Victorine’s Street
I don’t know if I would have been able to write the story of Victorine Meurent without the work of another artist—and I don’t just mean Manet, the man who painted her over and over.
I mean that without the photos of Charles Marville, or Charles François Bossu, I would have had much more difficulty imagining Victorine Meurent’s world.
Marville documented the streets of Paris before they were Haussmannized. He took photos of streets that would disappear in Haussmann’s modernization of Paris, and sometimes photographed streets as workers demolished them.

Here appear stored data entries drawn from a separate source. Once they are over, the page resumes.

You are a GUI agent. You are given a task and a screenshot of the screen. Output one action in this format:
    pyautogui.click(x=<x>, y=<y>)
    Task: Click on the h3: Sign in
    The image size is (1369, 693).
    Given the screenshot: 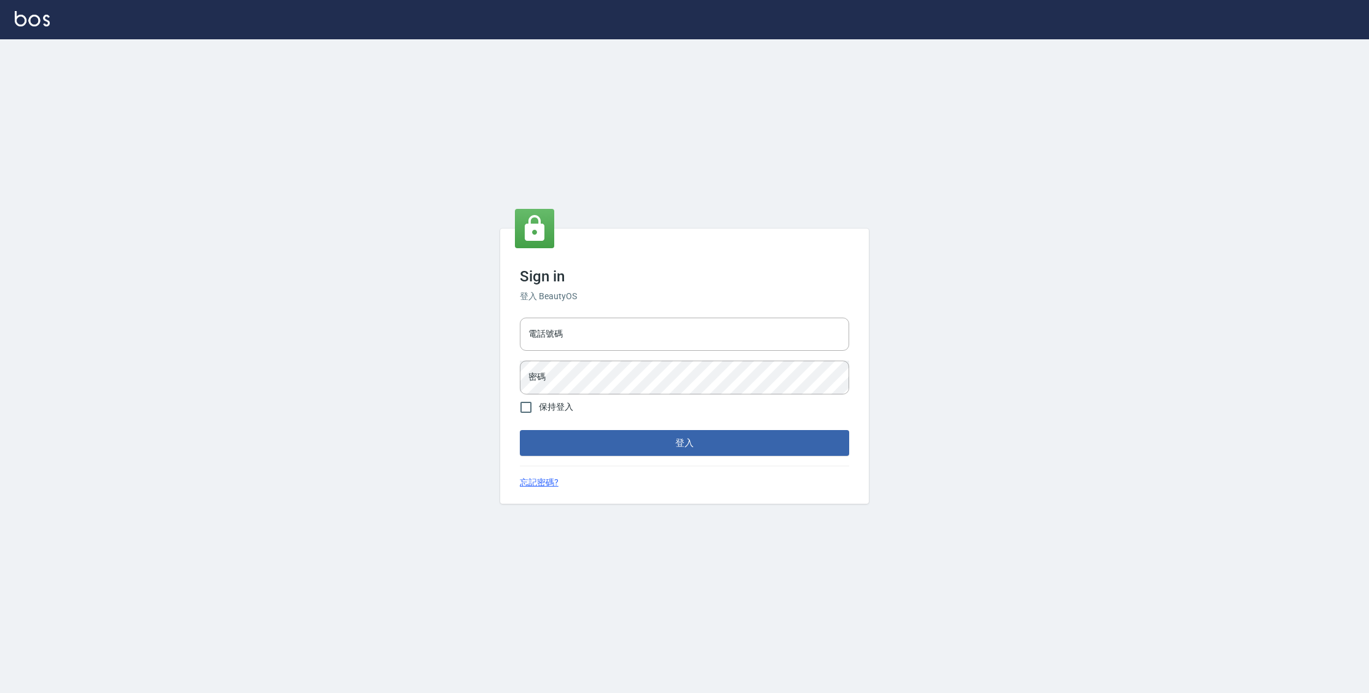 What is the action you would take?
    pyautogui.click(x=684, y=276)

What Marville did for me was show me the Paris that Victorine saw. Because of his photos, I was able to see the exact street where Victorine lived, and see it as she saw it in 1862.
Victorine moved around Paris, but for a time she lived at 17 rue Maître Albert. Manet recorded that address for Victorine in one of his notebooks, so that’s where I placed Victorine at the start of my novel, Paris Red. The Marville photo at the top of this post shows rue Maître Albert from Place Maubert, and this next image shows the street from the other end, from quai de la Tournelle:
Rue Maître Albert is an interesting street because it has a bend in it. A dogleg. Victorine lived right at the spot where the street angled.
Marville didn’t just allow me to know Victorine’s street, though—his photos revealed her whole quartier to me. Just around the corner from rue Maître Albert was tiny rue Jacinthe, or Hyacinth Street, a street that got destroyed by Haussmann. A street so narrow it looks more like an alleyway:
I so fell in love with rue Jacinthe that I wrote it into a scene: Manet waits for Victorine in a doorway in rue Jacinthe. I can’t say everything that happens on rue Jacinthe, but there’s a little bit of kissing, a little bit of touching. The street matters.